The Never-ending Process | History Today - 4 minutes read


I am currently in the final stages of proofreading my next book and so – in between hunting for wayward commas – I’ve been reflecting on what a strange process it is. It becomes impossible to think about anything but the very smallest details. A project which started off some years ago as a big idea, a vague and nebulous haze of possibilities, has narrowed to the most absolute of specific details: the choice between one word or another; a semicolon weighed against a full stop; lists and lists of numbers to be scrutinised in the index.

It’s not especially interesting or glamorous work, which is perhaps why it’s not something writers and academics seem to talk about much. Most of the decisions I’m making now are invisible to anyone but me, details only one reader in a thousand would notice or care about.


To my eyes, though, each of these minutiae tells part of the story of the book itself. Each choice of word or reference has a meaning separate from that which it contributes to the book – a meaning clear to me, but impossible for even the most careful reader to track. It might be a note to the source that first sparked the whole idea, years before I had decided what to do with it; or a word I chose on one particular day, writing on the bus or in a library, which now – two years and a pandemic later – I have to decide whether to keep or change.


The traces of the pandemic are written all over it. Parts of it didn’t unfold in the ways I had planned, because of difficulties getting hold of sources during lockdown. What’s there now might be better, but I’ll never know how the book would have turned out in normal times. By this stage there are limits to what you can change or regret – and that’s a good discipline, for those of us who have a tendency to over revise.


The best discipline, though, is being brought face-to-face with my own mistakes. If a historian is constantly in conversation with the past, attempting to access the minds of long dead writers through their words, this process of close reading my own work also feels like a conversation with a past self; except this self is me. Was it really me who wrote that clunky sentence, or made such a silly typo? Well, it can’t have been anyone else. There’s not much choice but to find that humbling.
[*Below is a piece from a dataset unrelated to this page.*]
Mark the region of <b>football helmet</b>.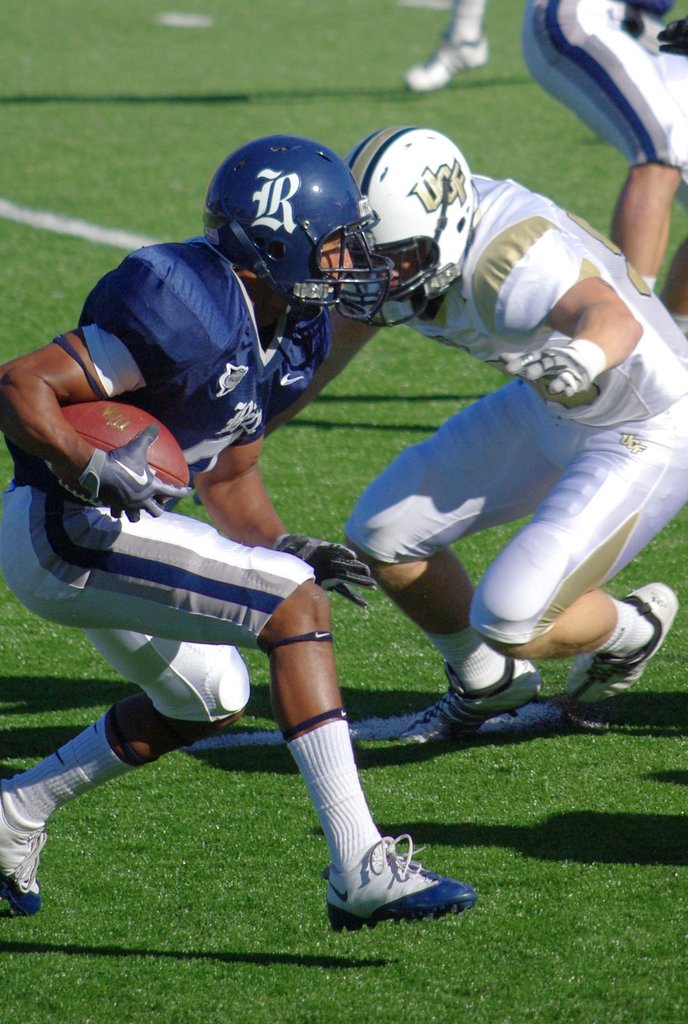
Region: rect(335, 127, 475, 326).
And that’s perfectly fine. It’s not a bad thing to be reminded that we can make mistakes, even in our specialist subject and with our most firmly held opinions. That can make us kinder to ourselves and others, helping us to be better peer-reviewers and better teachers, the more we remember the fallible human being behind the words on the page.


Living in a culture that rewards nothing so much as black-and-white certainty and inflexibility of opinion, it’s also good to remember that we can change our minds. One of my clearest memories from the first year of my PhD was reading a book by an eminent historian, first published in the 1960s and still read and cited in my field. (It’s there in my recently checked footnotes.) What stayed with me about it was the preface, written for a new edition some 40 years after the original publication. There the author confessed to something, which at that stage as a postgraduate student I didn’t know was really allowed: he had changed his mind. He’d written the book as a very young scholar, in haste to produce something in case his hopes for an academic career came to nothing; with greater experience he would have approached the whole subject in an entirely different way. Nonetheless the original book still has plenty of value, even if the eager young historian and the judicious older one would have disagreed on exactly how to write it. 
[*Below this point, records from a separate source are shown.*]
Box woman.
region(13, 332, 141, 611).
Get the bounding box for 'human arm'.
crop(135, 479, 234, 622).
Perhaps in 40 years’ time I, too, will have changed my mind about all the details I’m agonising over now. My future self might be wiser, more able to spot errors and infelicities of expression that I can’t identify at the moment. I hope so. Facts may not change, but historians do and, as we change, so does our understanding of the facts. It’s that which makes history not an inert study of the static past, but a never-ending process of discovery.



Eleanor Parker is Lecturer in Medieval English Literature at Brasenose College, Oxford and writes a blog at aclerkofoxford.blogspot.co.uk.